I'd seen the commercials on TV for a couple years now. Dennis Franz is buying produce or participating in some other meaningless transaction, but first he has to consult his wife. So he holds up what looks like a cell phone, but it turns out to be a cross between a cell phone on speaker and the old walkie talkies I played with as a kid, back when they were the size of bricks. It's bad enough listening to one side of people's cell phone conversations, but as soon as I saw those commercials for Nextel walkie talkies with Franz, I knew a phenomenon twice as annoying was on its way.
Then, yesterday, while out for brunch with Valarie, something interrupted my ham and eggs, something that got me hotter than the tabasco sauce I poured over everything. A woman at the table next to me starts talking back and forth with somebody on the other end of her walkie talkie to basically tell them she and her friend had finished breakfast and would be there, wherever there is, in fifteen minutes.
I didn't want to make a scene, and I didn't want to show Valarie how angry I was over what merely amounted to a mere 15-20 second disturbance. But make no mistake: I was appalled. It is beyond comprehension to me how someone could talk on one of these devices in the middle of a crowded restaurant and either not have it occur to them that this is extremely rude, or have the selfish sense of entitlement to interrupt forty people's breakfast and just not care.
So whoever might be reading this, I beg of you. I plead. I warn. If you choose to purchase one of these walkie talkies, that's your decision. Maybe there are times when a cell phone just won't do. For some reason maybe it's important that you be able to hold the device in question in front of your face instead of up to your ear. I'm not questioning whatever need that stems from. But for God's sake, don't use it in a restaurant. Or a movie theater. Or any other indoor public place. It's rude. It's inconsiderate. It's obscene. And if you do it in front of me, maybe you won't actually die or be the victim of physical violence. But you certainly will have earned my contempt.
If someone were talking to another person next to them, making the same amount of noise as the walkie-talkie was making, would you think anything of it? Of course not. It seems like you are absolutely furious over a noise just because it's coming from a device, rather than an actual person. Restaurants are loud, and people talk to each other, what does it matter if someone is instead talking over a phone?
Posted by: Sara | April 19, 2004 at 09:24 AM
I've grown up over the last 30 years conditioned to human voices to the degree that I can filter it out. But the walkie talkie makes a completely different sound, one that's often louder and at least to me more distracting. It's just like when a cop is nearby and you hear their CB going. You're right that it's just a voice, but to me it's more jarring and doesn't belong.
Posted by: Brian | April 19, 2004 at 02:34 PM
I have to agree with Brian on this one. Imagine if someone sat next to you in a restaurant and turned on a talk show on their transistor radio. Wouldn't you think that rude? Of course you would. Actually, if someone just talking was making as much noise as a walkie talkie, I might not think they were rude, but I bet I would think they were obnoxious.
Posted by: Allan | April 25, 2004 at 09:07 PM
I suppose unlike most people, none of the above would bother me. I just think it's unfair to demand that people in a public place meet your own, sometimes grossly unfair, expectations. Maybe a walkie talkie is excessive (although I personally don't care in the slightest), but if you're in a place that is noisy to begin with, I don't understand what it is about another, albeit different noise that makes you so irate.
Posted by: Sara | May 02, 2004 at 11:53 PM
It's all about how your brain is conditioned. Think of Pavlov's dog, who salivated instantly at the sound of a bell after Pavlov would always ring it just before feeding the dog. There are sounds people here they are familiar with, and other sounds that, even if they're no louder than what else they hear, register more. So while it may seem illogical for one to hear and be annoyed by walkie-talkie that's no louder than the usual din of people talking, my brain picks up and responds to (in a negative way) the artificial sound of a walkie talkie. When I argued that sound was inappropriate for introducing in restaurants, it was under the assumption, which Sara you've proven partially false, that most people would feel the same way. I think people of your generation are more conditioned to cell phones and walkie talkie phones than people my age or older may be. So I think what I'm saying may be generally an accurate gauge of public opinion but, as you've pointed out, certainly not an exclusively held feelign.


**Task prompt**
Print the data exactly as it is given, please.

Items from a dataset
+===+

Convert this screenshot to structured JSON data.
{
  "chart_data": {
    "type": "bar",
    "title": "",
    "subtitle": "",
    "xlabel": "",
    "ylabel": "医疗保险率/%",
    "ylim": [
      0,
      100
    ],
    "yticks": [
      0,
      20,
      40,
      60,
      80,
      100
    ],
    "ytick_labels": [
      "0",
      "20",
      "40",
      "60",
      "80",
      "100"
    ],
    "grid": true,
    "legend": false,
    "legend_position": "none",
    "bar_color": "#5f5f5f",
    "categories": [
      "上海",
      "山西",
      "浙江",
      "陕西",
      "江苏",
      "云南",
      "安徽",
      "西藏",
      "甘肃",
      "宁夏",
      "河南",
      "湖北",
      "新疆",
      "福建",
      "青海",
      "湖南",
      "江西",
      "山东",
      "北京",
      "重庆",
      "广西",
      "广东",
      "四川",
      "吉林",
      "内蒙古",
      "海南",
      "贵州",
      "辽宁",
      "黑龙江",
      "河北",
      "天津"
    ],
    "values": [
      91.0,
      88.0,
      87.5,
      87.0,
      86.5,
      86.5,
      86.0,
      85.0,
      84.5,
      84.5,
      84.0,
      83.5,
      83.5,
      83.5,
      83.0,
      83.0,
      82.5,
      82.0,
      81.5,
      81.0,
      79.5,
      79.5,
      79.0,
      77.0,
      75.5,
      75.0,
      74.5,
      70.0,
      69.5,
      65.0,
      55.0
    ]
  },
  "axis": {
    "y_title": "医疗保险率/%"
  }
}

+===+

**Response to the task**
Convert this screenshot to structured JSON data.
{
  "chart_data": {
    "type": "bar",
    "title": "",
    "subtitle": "",
    "xlabel": "",
    "ylabel": "医疗保险率/%",
    "ylim": [
      0,
      100
    ],
    "yticks": [
      0,
      20,
      40,
      60,
      80,
      100
    ],
    "ytick_labels": [
      "0",
      "20",
      "40",
      "60",
      "80",
      "100"
    ],
    "grid": true,
    "legend": false,
    "legend_position": "none",
    "bar_color": "#5f5f5f",
    "categories": [
      "上海",
      "山西",
      "浙江",
      "陕西",
      "江苏",
      "云南",
      "安徽",
      "西藏",
      "甘肃",
      "宁夏",
      "河南",
      "湖北",
      "新疆",
      "福建",
      "青海",
      "湖南",
      "江西",
      "山东",
      "北京",
      "重庆",
      "广西",
      "广东",
      "四川",
      "吉林",
      "内蒙古",
      "海南",
      "贵州",
      "辽宁",
      "黑龙江",
      "河北",
      "天津"
    ],
    "values": [
      91.0,
      88.0,
      87.5,
      87.0,
      86.5,
      86.5,
      86.0,
      85.0,
      84.5,
      84.5,
      84.0,
      83.5,
      83.5,
      83.5,
      83.0,
      83.0,
      82.5,
      82.0,
      81.5,
      81.0,
      79.5,
      79.5,
      79.0,
      77.0,
      75.5,
      75.0,
      74.5,
      70.0,
      69.5,
      65.0,
      55.0
    ]
  },
  "axis": {
    "y_title": "医疗保险率/%"
  }
}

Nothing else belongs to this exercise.